But Josh was missing so many classes that school leaders decided he’d have to return the following year to finish.

At the time, he had been working at a package delivery warehouse and supporting his older sister and her children — sleeping on the couch in her small apartment beneath the El train in Kensington.

“I’m helping her with the bills because she don’t have no income,” he said.

Josh’s sister, Arianna, 22, has three children five-years-old and under.

“He paid the rent for more than five months just to make sure that we were able to have somewhere to stay,” Arianna said, holding her newborn in her arms. “He worked a mighty lot during school…and even on the weekends he would take shifts”

Arianna, who also at one point attended El Centro, had a childhood even more tumultuous than Josh’s.

When she talks about those days, a far off look comes to her eye. Each word is chosen cautiously.  It’s as if she’s rewatching a movie she wishes she could forget.

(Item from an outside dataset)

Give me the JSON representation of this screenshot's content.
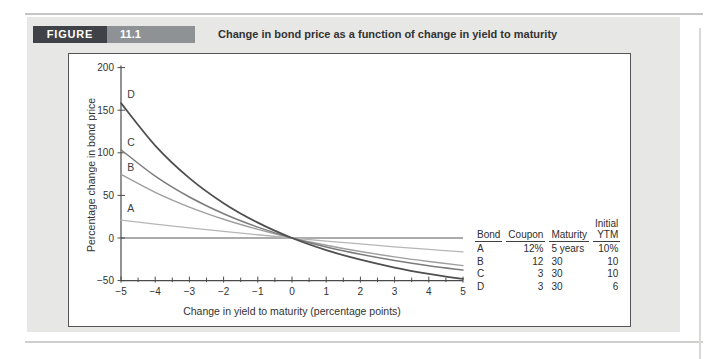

“I really wouldn’t know how to explain it,” she said. “I didn’t have the support I needed. I had five or 10 people who showed me who I didn’t want to be.”

The city’s department of human services intervened, and she and two older siblings were separated from the family and sent to a group home.

“After that I was just angry. So everywhere I went I was disrespectful and I tried to run away and I didn’t follow the rules,” she said. “I made sure they didn’t want me.”

Eventually, Arianna and her siblings were returned home, but by then she was on a troubled path. She was diagnosed with bipolar disorder, schizophrenia and anger issues. She says she didn’t take school seriously, didn’t respect authority and also turned to selling drugs.

“It’s just something that happens around here. This is something you grow up into,” she said. “That’s how I was able to buy my hygienes and sometimes food. It was just something I had to do.”

By 17, she had her daughter.

“I took one look at her and, you know, ‘I can never raise you and put you through anything I went through.’ And that was just my first thought looking at her. I had to do it right. I have to try to survive the best way I can.”

Arianna Martinez, 22, and her children in her Kensington apartment. (Kevin McCorry for Keystone Crossroads)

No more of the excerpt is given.